The presence of surrounding agricultural land as well as the characteristics of Zone 1 provide a favourable context in which the heavy rainfall and heat waves observed could have helped create a source of contaminated water exposure to the population. Several studies have explored the link between climate change and the incidence of AGE and campylobacteriosis (Curriero et al. 2001; Nichols et al. 2009; Thomas et al. 2006; Thomas et al. 2013). Nichols and colleagues found a significant association between waterborne outbreaks of AGE and cumulative precipitation over the previous 7 days, as well as a significant association with very high rainfall levels (Nichols et al. 2009). Studies using predictive models have found a correlation between maximum ambient temperature and the incidence of human cases of campylobacteriosis (Patrick et al. 2004; Yun et al. 2016). In England and Wales, Louis and colleagues have studied the precipitation threshold, the daily maximum and minimum temperatures, and the number of hours of natural light. Increased temperature was associated with increased incidence of campylobacteriosis (p < 0.001). This study also suggests a correlation between the incidence of campylobacteriosis, the agent’s life cycle, and agricultural activities (Louis et al. 2005).

Among the control measures taken, a boil-water advisory was issued, which was respected by the majority of the municipality’s population (80.1% in the cohort). The public health communication to the population as well as to the various stakeholders was maintained throughout this epidemic situation. The main water tank was emptied and disinfected from September 8 to 10 and corrective measures in certain sectors of the network were introduced. These measures may have substantially contributed to containing the outbreak. No new cases were reported until the extended date of the observation period (October 6, CDC week 40).

Strengths and limitations

The study had several strengths, including the representativeness of the sample and a higher than expected response rate, especially considering the summer season.
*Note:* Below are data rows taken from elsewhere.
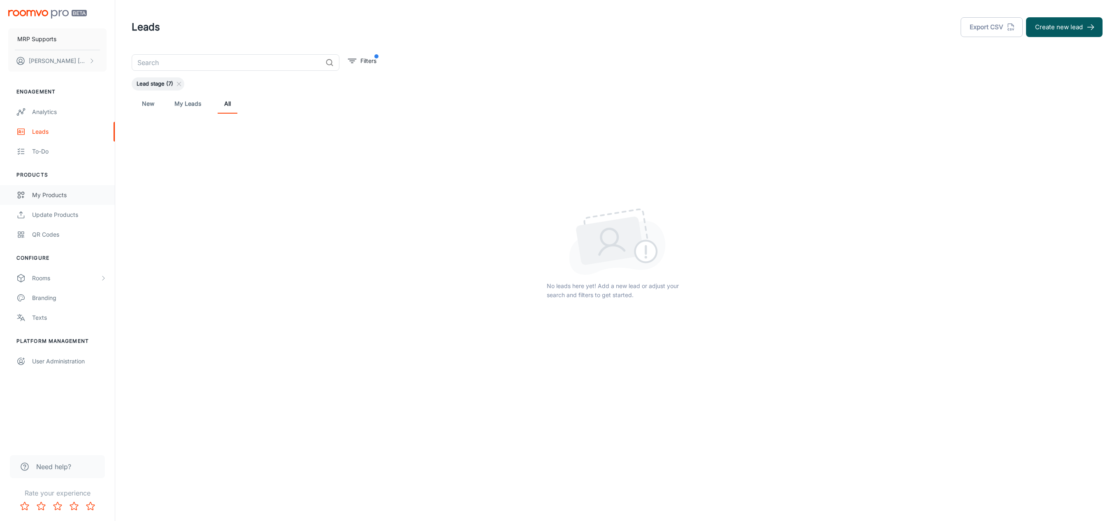  I want to click on div: Branding, so click(69, 298).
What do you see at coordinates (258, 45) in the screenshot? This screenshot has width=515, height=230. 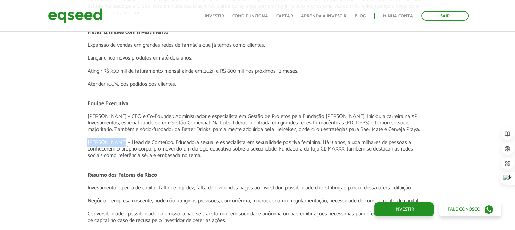 I see `p: Expansão de vendas em grandes redes de farmácia que já temos como clientes.` at bounding box center [258, 45].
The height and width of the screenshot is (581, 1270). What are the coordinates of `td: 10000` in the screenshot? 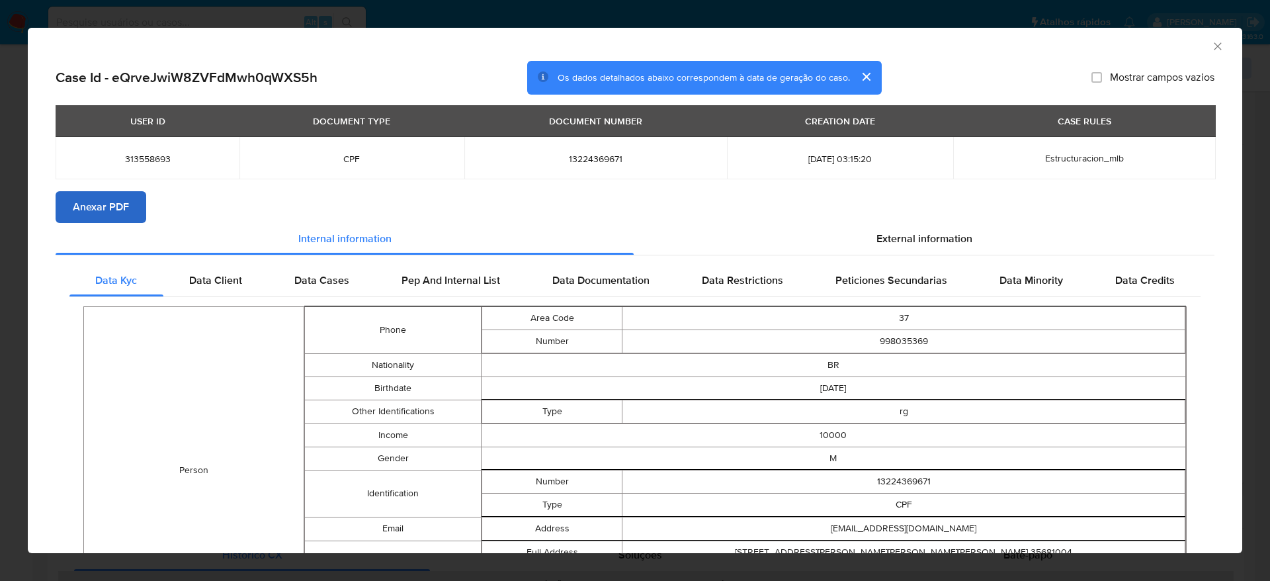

In addition, the interviews were conducted shortly after the occurrence of the cases, thus decreasing a potential recall bias among the respondents. This study also showed that indirect surveillance data can provide valuable information in an outbreak investigation. Nevertheless, this study is not without its limitations. One can argue that the use of AGE as our case definition was more sensitive than using campylobacter. However, considering laboratory testing was not available for the cohort population, we cannot exclude the possibility of other microbial agents present in the drinking water. In fact, there are reports published elsewhere describing multipathogen or concomitant waterborne outbreaks (Gallay et al. 2006; Martin et al. 2006). Certain variables regarding quantity of water ingested with respect to a unique water source were missing, not allowing us to establish a dose-response relationship. Additionally, considering the attention this outbreak received from the media, information bias could have been introduced. However, this was likely limited, as sample characteristics demonstrated that our estimates were conservative.

Conclusion

This study provided a good estimate of the extent of the outbreak and its associated factors. It also highlighted that managing the risks associated with the consumption of untreated drinking water remains an important public health challenge, particularly in small rural municipalities vulnerable to climate variability. Considering the fact that numerous institutions and teams were involved in the investigation and control of this outbreak, our study also highlights the importance of communication between these stakeholders, leading to a concerted and efficient—albeit retroactive—outbreak response.